I’ve always wondered what truly motivated her effort to produce the cookbook. The family was not in need of publicity. They have a museum in New York and a university in Nashville, for crying out loud! I deeply suspect some hidden agenda on Mrs. Vanderbilt Whitney but am at a loss as to what that might be. If my wife suddenly wrote a cookbook that ended with an anecdote about how “Moon Balls” made me smile, I might suspect that she was trying to compensate for some personal mischief. All men have their petty fears and jealousies. My worst is that my wife will become romantically involved with a younger food writer, perhaps one with a working knowledge of Moon Balls.
The most curious aspect of the cookbook is the dedication itself: “To all of the descendents [sic] of the founder of the potato chip, Commodore Cornelius Vanderbilt.” The strict definition of “founder” is a person who manufactures metal objects at a foundry. The term has evolved to mean someone who establishes an organization, such as a monastery for illuminated manuscripts. According to Mrs. Vanderbilt Whitney, the potato chip is the only food that has a founder. This concept confounded me to the point that it entered my sleep.

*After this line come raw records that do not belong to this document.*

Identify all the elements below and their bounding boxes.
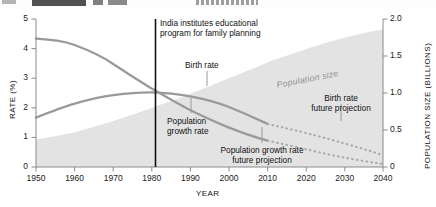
population-growth-rate-label-line2: growth rate	[167, 127, 209, 137]
y2-tick-label: 1.5	[390, 51, 412, 61]
population-growth-projection-label: Population growth rate future projection	[209, 146, 315, 166]
event-annotation: India institutes educational program for…	[160, 18, 261, 38]
y2-tick-label: 2.0	[390, 14, 412, 24]
y2-tick-label: 1.0	[390, 88, 412, 98]
birth-rate-label: Birth rate	[185, 61, 219, 71]
x-tick-label: 2020	[291, 174, 321, 184]
artifact-mark	[2, 0, 16, 4]
population-chart: 5 4 3 2 1 0 2.0 1.5 1.0 0.5 0 1950 1960 …	[0, 9, 436, 207]
x-tick-label: 2030	[330, 174, 360, 184]
artifact-mark	[93, 0, 103, 5]
x-tick-label: 1970	[98, 174, 128, 184]
figure-root: 5 4 3 2 1 0 2.0 1.5 1.0 0.5 0 1950 1960 …	[0, 0, 436, 207]
y2-axis-title: POPULATION SIZE (BILLIONS)	[424, 43, 433, 169]
y2-tick-label: 0.5	[390, 125, 412, 135]
y-tick-label: 4	[10, 44, 28, 54]
x-tick-label: 1980	[137, 174, 167, 184]
x-tick-label: 1950	[21, 174, 51, 184]
event-annotation-line2: program for family planning	[160, 28, 261, 38]
x-tick-label: 2040	[368, 174, 398, 184]
x-axis-title: YEAR	[196, 190, 220, 199]
population-growth-rate-label: Population growth rate	[167, 117, 209, 137]
artifact-mark	[32, 0, 86, 6]
event-annotation-line1: India institutes educational	[160, 18, 261, 28]
y-axis-left-ticks	[32, 19, 37, 167]
page-artifact-strip	[0, 0, 436, 9]
birth-rate-projection-label: Birth rate future projection	[305, 94, 377, 114]
x-axis-ticks	[36, 167, 383, 172]
x-tick-label: 1960	[60, 174, 90, 184]
artifact-mark	[108, 0, 127, 5]
x-tick-label: 2000	[214, 174, 244, 184]
y-axis-title: RATE (%)	[9, 80, 18, 119]
y-tick-label: 1	[10, 132, 28, 142]
y-tick-label: 5	[10, 14, 28, 24]
y2-tick-label: 0	[390, 162, 412, 172]
y-axis-right-ticks	[383, 19, 388, 167]
birth-rate-projection-label-line2: future projection	[305, 104, 377, 114]
y-tick-label: 0	[10, 162, 28, 172]
x-tick-label: 2010	[253, 174, 283, 184]
population-growth-projection-label-line2: future projection	[209, 156, 315, 166]
x-tick-label: 1990	[175, 174, 205, 184]
artifact-mark	[196, 0, 258, 5]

The night after reading her cookbook I had a dream in which I learned about the “true founder” from reading the back of a bag of potato chips. During the dream I speculated how it could be possible to read words that did not actually exist. They seemed to appear as I read, and I awoke with full memory of the advertising. I rose from bed and transcribed it. I only wish the dream had included Freelove Moon into the narrative. Hopefully she, or at least her wonderful name, will appear another night.
The Cook’s Oracle
William Kitchiner (1822)
Potatoes Fried in Slices or Shavings
Peel large potatoes, slice them about a quarter of an inch thick, or cut them in shavings round and round, as you would peel a lemon; dry them well in a clean cloth, and fry them in lard or dripping.
The Potato Chip Cookbook
Mrs. Cornelius Vanderbilt Whitney (1977)
Moon Balls
With an ice cream scoop, make round balls of vanilla ice cream. Roll them in crushed potato chips. Serve with hot butterscotch sauce. Also, make chocolate ice cream balls, roll them in the chip crumbs and serve with hot fudge sauce. Top with whipped cream and a cherry!
The Ad Copy
We’ve been growing potatoes on the same family land for 150 years. My great-great-grandfather, Homer Finkle, came to this country at age fourteen from England. He owned a pair of boots, trousers, and one shirt. In his pocket he had a single potato given to him by his dying mother in Northumberland. ‘Take this,’ she said. ‘It will make you happy.’ The potato began to sprout on the damp trip across the sea. Alone aboard the ship, sleeping in a barrel suspended by rope below deck, young Homer viewed the potato as his family. Each day he caressed his pocket potato, confiding his hopes and fears, making sure it got some air. When he arrived in the New World, he planted it. All of our chips are descended from brave Homer and his migrating potato.
“We still follow Homer’s example of supreme care for the potato. Our harvest methods include singing to the crop as we gently remove it from the organic soil. Each one is hand-inspected, and only the best are culled to make chips. Our slicing crew uses ancient Samurai techniques to rapidly cut each slice the same one-sixteenth-inch width. Our trained experts dry them on sustainable cotton cloth, and closely inspect each slice for flaws. We use 100% organic oil to fry the potatoes in small batches of fifty. Sea salt is lightly sprinkled until each chip has a slight twinkle in the light.
“From Homer’s pocket to your home, we are proud to provide the finest potato chip in the world! Finkle’s, the chip that twinkles!”